A train derails in southern Pakistan, killing at least 30 people.

Numerous Hazara Express trains derailed in Nawabshah, Sindh province, inflicting dozens of injuries.


A railway derailed in southern Pakistan, resulting in at least 30 fatalities and several injuries.

On Sunday, a Hazara Express train carrying passengers derailed near the Sahara train station in Nawabshah, Sindh.

Khawaja Saad Rafique, the minister of railways, told reporters, "This is quite a big accident." Rafique claimed that the train derailed on a section of track where no recorded defects were present with at least 1,000 passengers on board.

Abid Baloch, a senior police official, reported that 30 bodies had been found and that more than 60 people had been hurt, some of them seriously. He warned that as rescue efforts go on, the death toll can increase.


Eight coaches of the Hazara Express, which was traveling from Karachi to Abbottabad, derailed at Nawabshah, around 275 kilometers (170 miles) from Karachi, the capital of Sindh province, according to railway official Mohsin Syal, who spoke to HUM News channel earlier.

Images shared by the local media show a large crowd at the scene, some breaking windows to assist passengers in exiting the overturned coaches and bent carriages.

As ambulances and private automobiles transported the injured to the Nawabshah Trauma Center for treatment, there were chaotic scenes.

While a woman screamed in agony as she was being taken in on a stretcher, one man leaped from the back of an ambulance carrying a child, his clothes covered in blood.

One confused woman added, "We don't know what happened; we were just sitting inside."


Accidents and derailments occur frequently on Pakistan’s antiquated railway system. In June 2021, two trains collided near Daharki in Sindh, killing at least 65 people and injuring about 150 others. In that accident, an express derailed onto the opposite track, and a second passenger train crashed into the wreckage roughly a minute later. At least 75 passengers burned to death in a fire aboard the Tezgam express train in October 2019, while a two-train collision at Ghotki killed more than 100 people in 2005.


REQUIREMENT | In the entries below, count the lines that hold the string "Products" and state only that count.

Component data from apps and pages |
════

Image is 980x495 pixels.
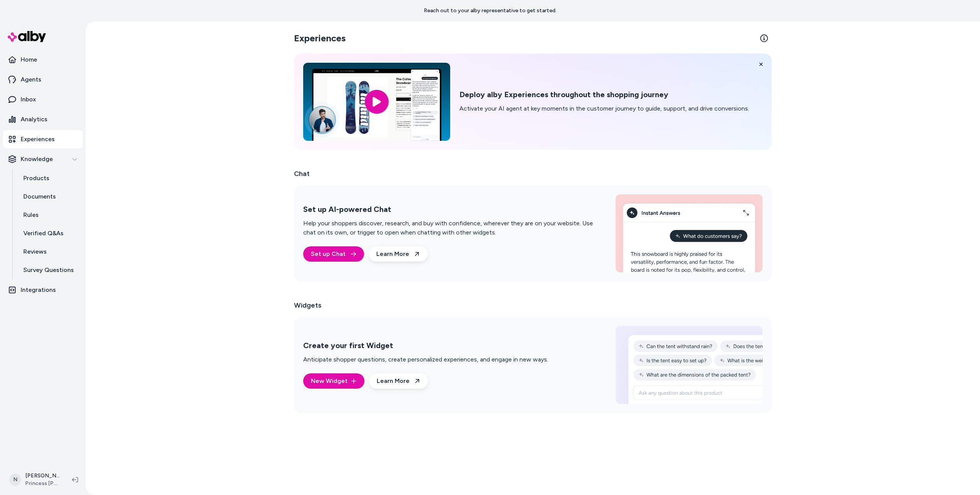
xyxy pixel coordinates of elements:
img: alby Logo [8,31,46,42]
a: Agents [3,71,83,89]
h2: Create your first Widget [303,341,548,350]
a: Documents [16,187,83,206]
p: Inbox [21,95,36,104]
p: Verified Q&As [23,228,63,238]
p: Home [21,55,37,64]
img: Set up AI-powered Chat [616,195,762,272]
a: Learn More [369,373,428,388]
a: Inbox [3,90,83,109]
p: Help your shoppers discover, research, and buy with confidence, wherever they are on your website... [303,219,597,237]
p: Reach out to your alby representative to get started. [424,7,557,14]
a: Analytics [3,110,83,128]
span: Princess [PERSON_NAME] USA [25,480,60,487]
p: Analytics [21,115,48,124]
a: Verified Q&As [16,224,83,243]
p: Anticipate shopper questions, create personalized experiences, and engage in new ways. [303,355,548,364]
h2: Chat [294,169,772,179]
span: N [9,473,22,486]
h2: Experiences [294,32,345,45]
button: New Widget [303,373,364,388]
a: Home [3,50,83,69]
a: Set up Chat [303,246,364,262]
a: Reviews [16,243,83,261]
a: Survey Questions [16,261,83,280]
a: Integrations [3,281,83,299]
p: Experiences [21,135,55,144]
img: Create your first Widget [616,326,762,404]
p: Integrations [21,285,56,295]
p: Rules [23,210,39,220]
a: Rules [16,206,83,224]
p: Products [23,174,49,183]
p: Agents [21,75,41,84]
p: Survey Questions [23,265,74,275]
a: Products [16,169,83,187]
p: Reviews [23,247,47,257]
h2: Widgets [294,300,322,311]
button: N[PERSON_NAME]Princess [PERSON_NAME] USA [4,468,66,492]
a: Experiences [3,130,83,148]
p: Knowledge [21,154,53,164]
h2: Set up AI-powered Chat [303,205,597,214]
p: [PERSON_NAME] [25,472,60,480]
p: Activate your AI agent at key moments in the customer journey to guide, support, and drive conver... [459,104,749,113]
p: Documents [23,192,56,201]
button: Knowledge [3,150,83,169]
h2: Deploy alby Experiences throughout the shopping journey [459,90,749,99]
a: Learn More [368,246,428,262]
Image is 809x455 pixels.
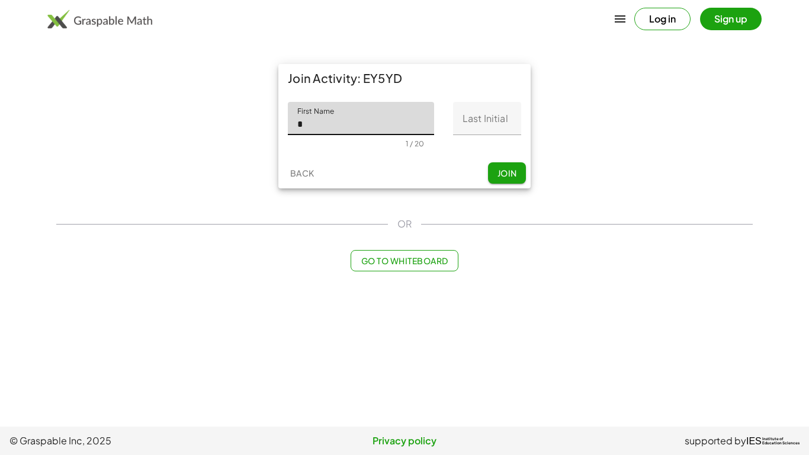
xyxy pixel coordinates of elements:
button: Go to Whiteboard [351,250,458,271]
div: 1 / 20 [406,139,424,148]
div: Join Activity: EY5YD [278,64,531,92]
span: Back [290,168,314,178]
span: © Graspable Inc, 2025 [9,433,273,448]
span: supported by [685,433,746,448]
a: Privacy policy [273,433,536,448]
span: OR [397,217,412,231]
span: Join [497,168,516,178]
a: IESInstitute ofEducation Sciences [746,433,799,448]
button: Sign up [700,8,761,30]
button: Log in [634,8,690,30]
span: Go to Whiteboard [361,255,448,266]
span: Institute of Education Sciences [762,437,799,445]
button: Join [488,162,526,184]
button: Back [283,162,321,184]
span: IES [746,435,761,446]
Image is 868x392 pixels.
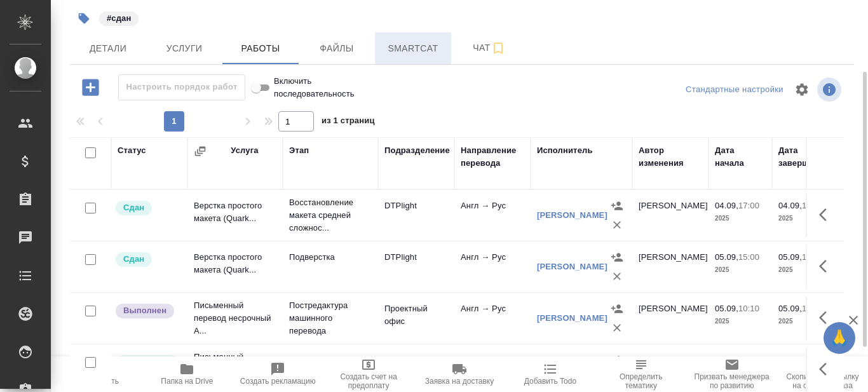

════

RESULT FOR THIS TASK | 2